The stench of gasoline and vehicle exhaust and the thunderous mechaized roar of straight-piped motorcycle engines characterizes the slow showy roll down Baltimore avenue. They are tracing the same route that President Lincoln strode on foot, somewhat more somberly, from his humble lodging in the center of town southward to the new national battlefield cemetary in November.
These redneck cosplayers do not do this out of respect, they do it to attract attention to themselves and their chrome outdoor adult toys. It is Gettysburg Bike Week 2025. The soldiers and officers of the United States of Toxic Masculinity have gathered to bribe a quiet southwest Pennsylvania town into permitting a brash, sneering, uncooth parade alongside the tombs of the unknowns passing their 162nd year on these normally quiet and serene grounds All for the tourist dollars.
I am reminded, once again, that these enthusiasts do not share my values, beliefs, or interests. Much to my relief (and not at all to my surprise) there were few bikers visiting Gettysburg National Park itself, so the purpose of my trip itself rendered them intentionally distant without making a show of my disgust.
They did add to the atmosphere of visiting a battlefield cemetary by providing a soundtrack of low rumbling explosions in the distance. The conduct by the men on these battlefields feels very very far removed from the sneering spew of black exhaust from gunning engines, but the soundtrack has an eerie resonance.
It dawned on me walking around town that I was suspect as a man of a certain age because I was not sporting a sleeveless Harley Davidson t-shirt. I got side-eyed a number of times before I realized why. I was clearly not like everyone else.

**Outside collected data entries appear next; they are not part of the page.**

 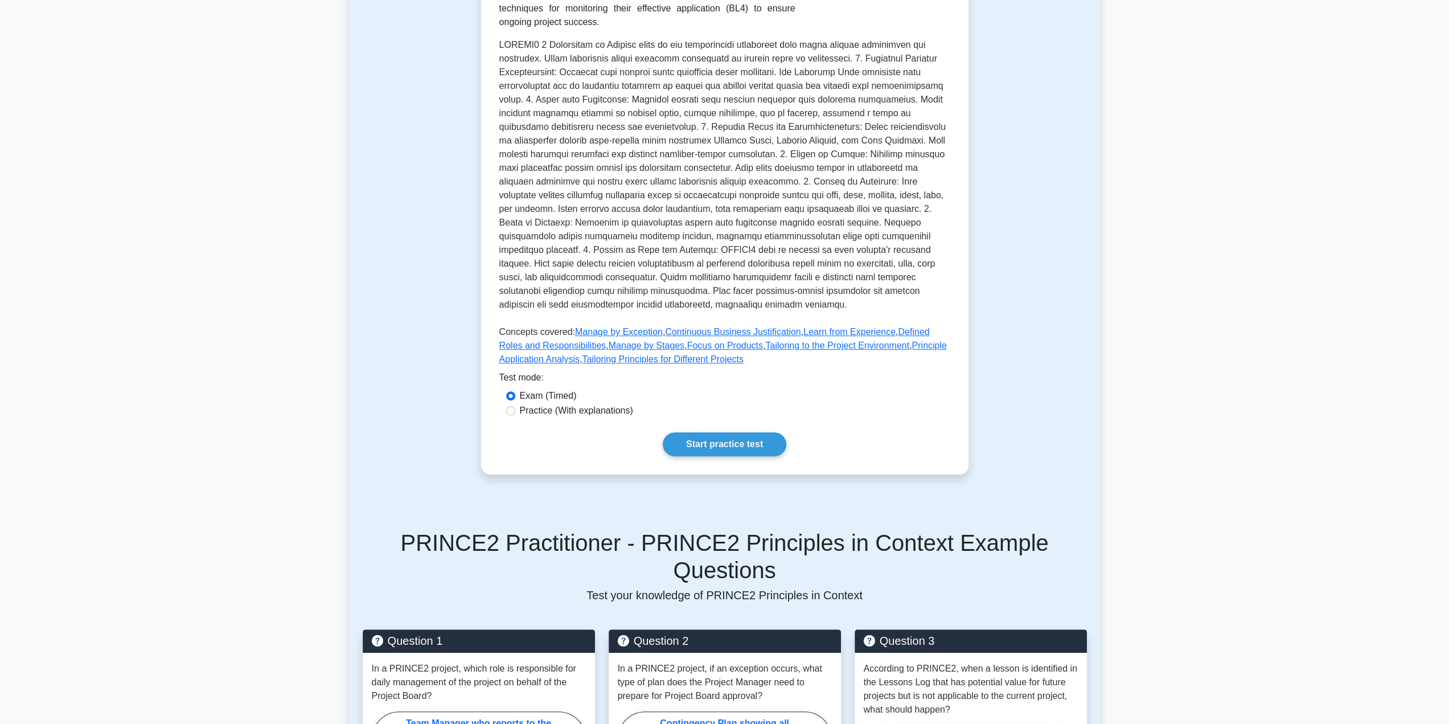 What do you see at coordinates (725, 556) in the screenshot?
I see `h5: PRINCE2 Practitioner - PRINCE2 Principles in Context Example Questions` at bounding box center [725, 556].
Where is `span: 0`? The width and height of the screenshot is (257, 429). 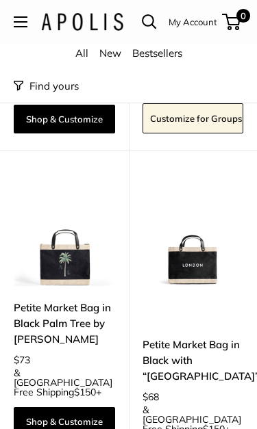 span: 0 is located at coordinates (243, 16).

Ironically, they come to Gettysburg for the same reason that General Lee gathered his troops here in late June of 1963. There are ten roads that lead to Gettysburg, coming in from all directions. It is a great place to gather in Southwestern Pennsylvania, even today. Also, through their open allegiance to the Felon in Chief, I could not help but make the association with the Confederate invasion of Gettysburg.
Johnny Reb rides a Harley now.
It struck me how little of a stretch it is to connect the Confederacy to MAGA. The Confederates originally referred to the CIvil War as the Second American Revolution; they genuinely believed that the Constitution and the Declaration of Independence represented foreign rule to Southern states analogous to King George III. They did things differently, and all they wanted was to be left alone to govern themselves.

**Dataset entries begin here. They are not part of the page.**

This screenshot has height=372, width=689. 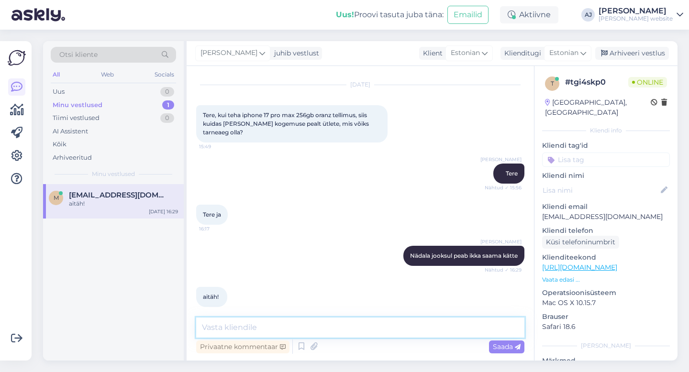 What do you see at coordinates (56, 198) in the screenshot?
I see `span: m` at bounding box center [56, 198].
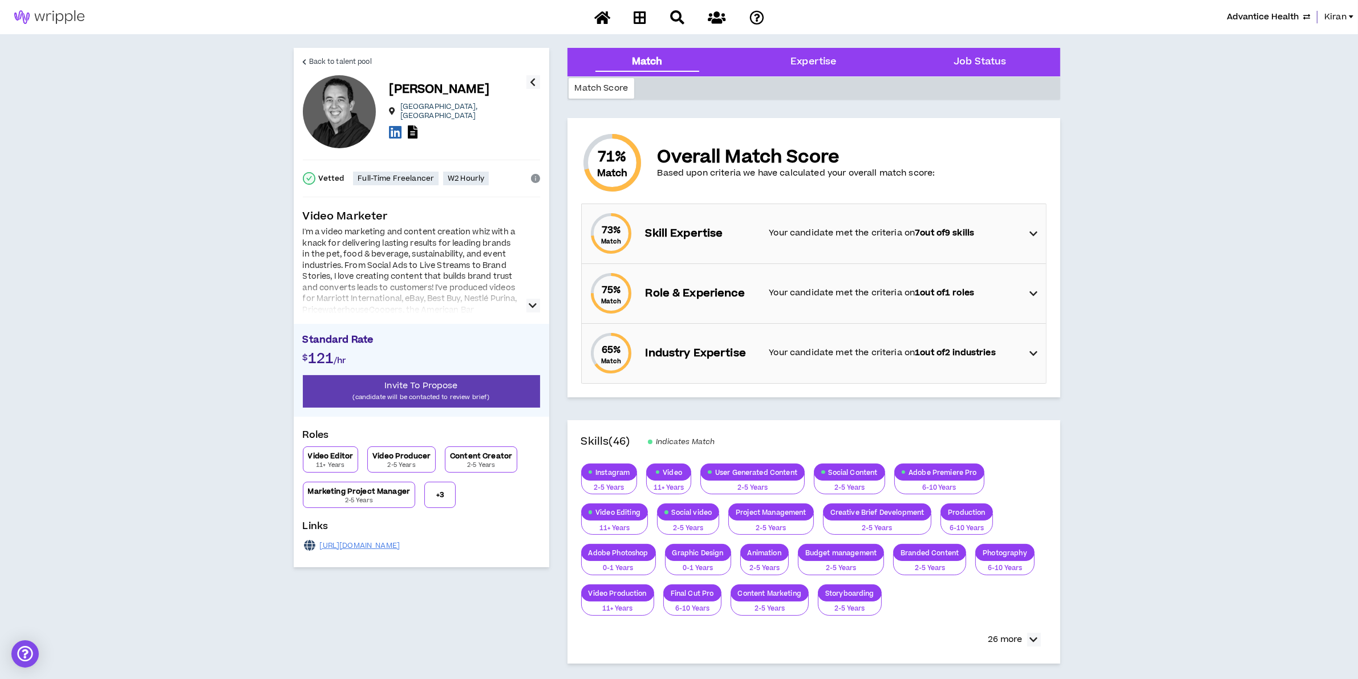  What do you see at coordinates (814, 234) in the screenshot?
I see `div: 73%MatchSkill ExpertiseYour candidate met the criteria on7out of9 skills` at bounding box center [814, 234].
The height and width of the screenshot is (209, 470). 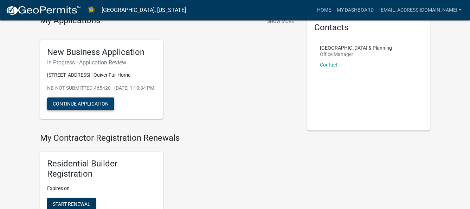 I want to click on h4: My Applications, so click(x=70, y=21).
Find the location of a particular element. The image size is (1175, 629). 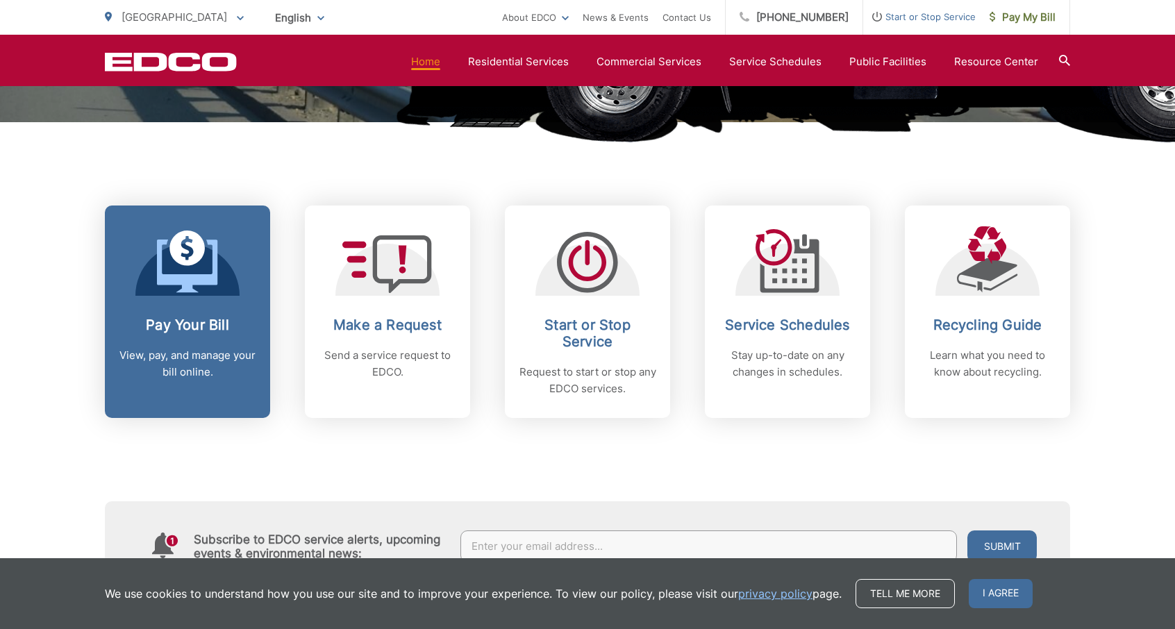

h4: Subscribe to EDCO service alerts, upcoming events & environmental news: is located at coordinates (320, 547).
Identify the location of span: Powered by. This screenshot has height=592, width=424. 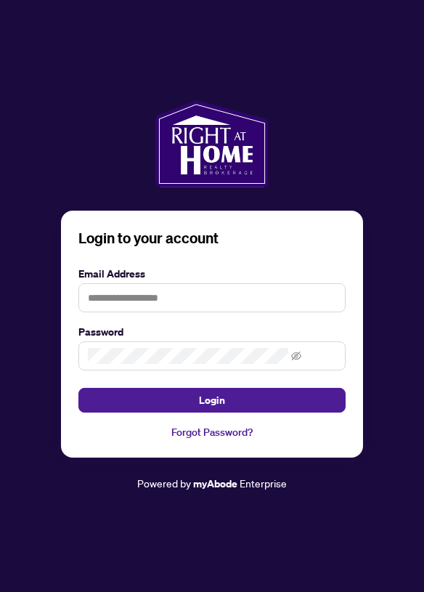
(164, 483).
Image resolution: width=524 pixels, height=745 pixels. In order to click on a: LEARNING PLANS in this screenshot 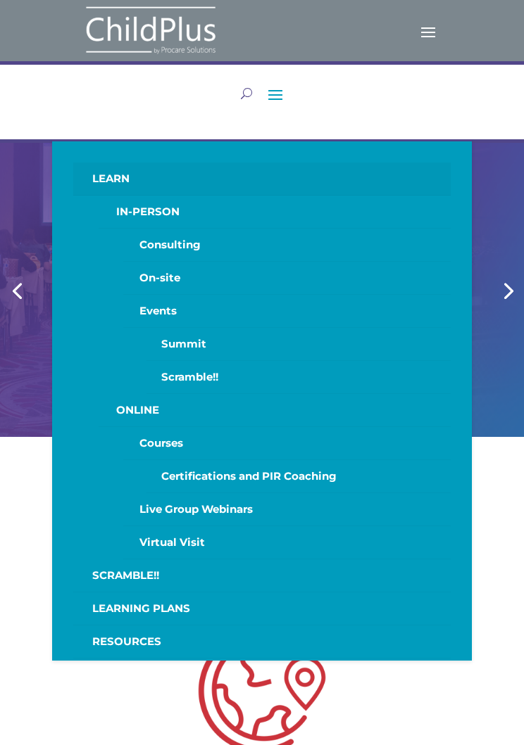, I will do `click(262, 609)`.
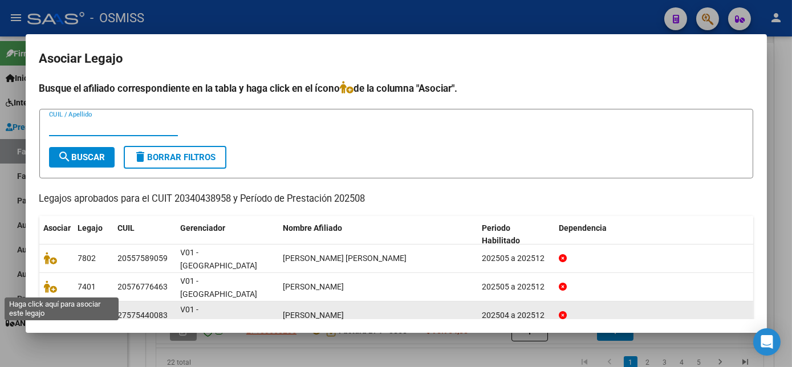 The height and width of the screenshot is (367, 792). Describe the element at coordinates (175, 157) in the screenshot. I see `span: Borrar Filtros` at that location.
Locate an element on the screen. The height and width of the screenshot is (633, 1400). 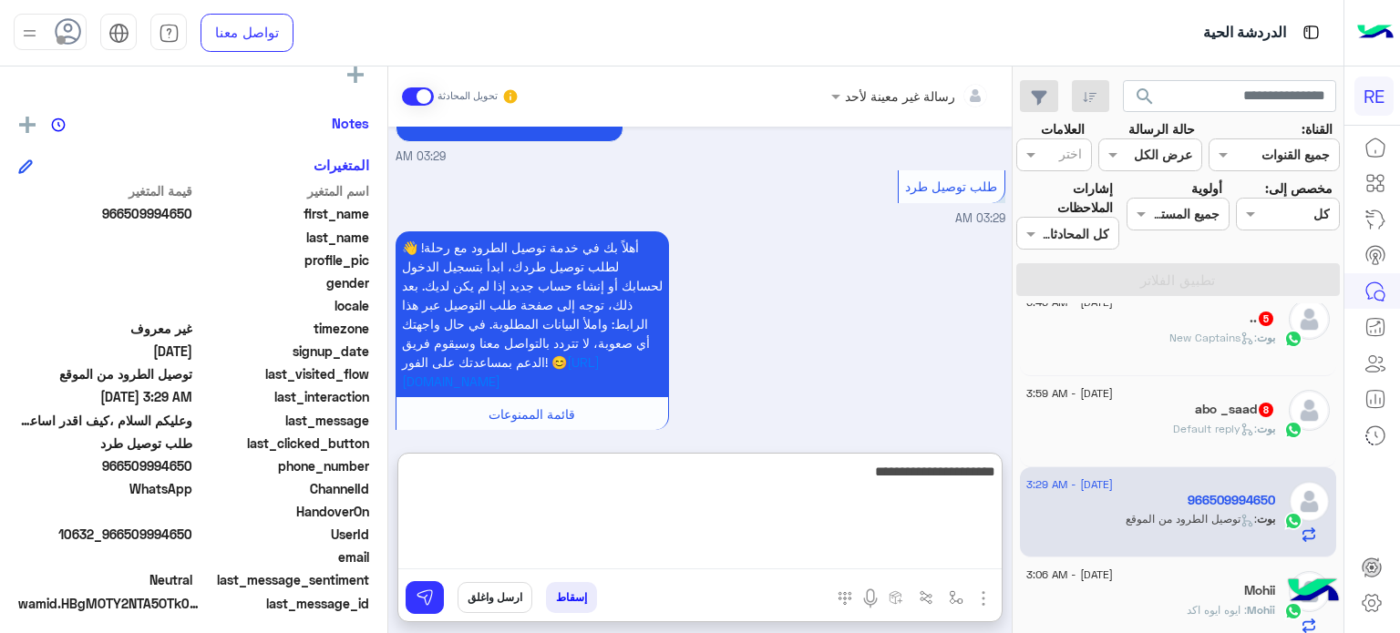
span: UserId is located at coordinates (282, 534).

But, much like today, they couldn’t pay their way. MAGA states take more material wealth from the government than they send. Confederate states seized material wealth from the forced labor of the enslaved. They couldn’t support themselves then, and they still can’t.

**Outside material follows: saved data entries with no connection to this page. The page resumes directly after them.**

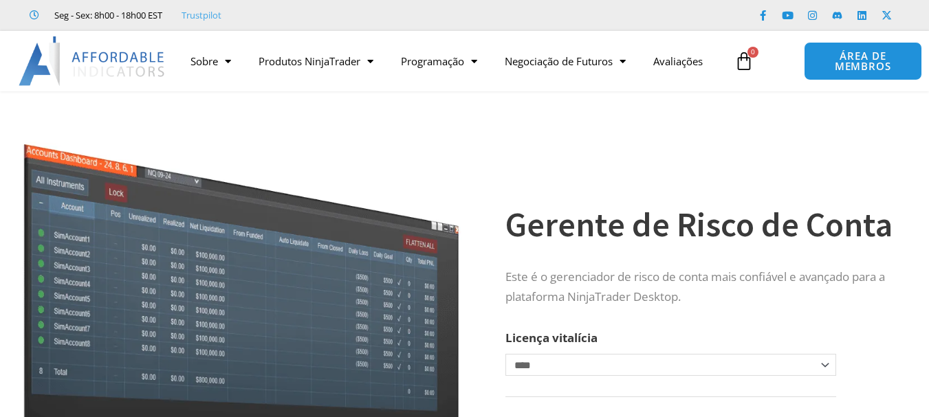 The image size is (929, 417). Describe the element at coordinates (309, 61) in the screenshot. I see `font: Produtos NinjaTrader` at that location.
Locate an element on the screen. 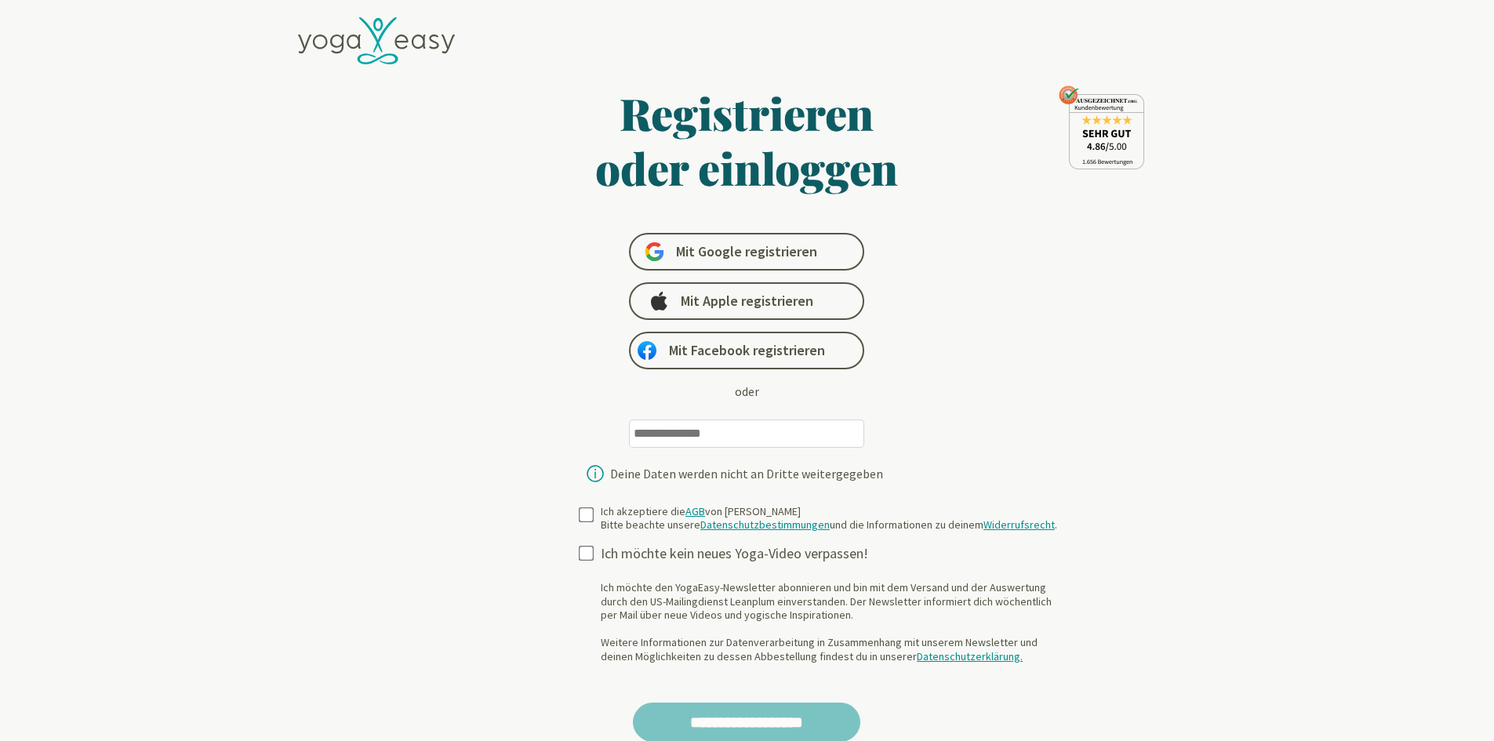 This screenshot has width=1494, height=741. a: Datenschutzerklärung. is located at coordinates (969, 656).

Lee’s entire plan was forced by the fact that after three years the Confederacy was running out of resources. The Union overwhelmed then in every category. The only chance they had to get to a negotiated settlement would be by breaking the will of the Union to continue the fight through terrorism in Southwest Pennsylvania. Gettysburg had no military value, it was simply a good place to concentrate a fighting force.
Lincoln was facing a tough re-election. If the Democrats won in 1864, the South could sue for peace and keep their slaves, and slavery. There was a significant political peace movement in the North. Destroying the Army of the Potomac witha surprise attack in a place that offers a striaght march to Washington DC was not a crazy strategy. If Lee and Stuart had better luck, things could have been very different.
But they weren’t, and 53,000 men died over three days on a section of land one can walk in an afternoon. The Union’s will to fight strengthened, and Lee high-tailed it back to Virginia afterwards.
No one knows exactly where Lincoln delivered the Gettysburg address. He wasn’t the main speaker that day. There’s a monument nearby that is encircled by the numbered markers of graves of the unknown, or pieces of the unknown, because many of the graves aren’t far enough apart to contain entire adult human bodies.
You literally can’t find areas of historical significance like this one that are not populated with mutiple monuments to state militias.
That is MacPherson’s ridge, on the North side of town, where the first clashes of the three day battle started. Imagine Confederate troops marching towards you in Napoleonic ranks. This was among the first contacts, before either side really knew the strength of the other.
It ultimately ended here, about two kilometers away, on Little Round Top, three days later. more than fifty-three thousand casualties. Seven million rounds of ammunition were discharged over those three days. None of it mechanized.
The wildflowers are beautiful up here. No motorcycles allowed.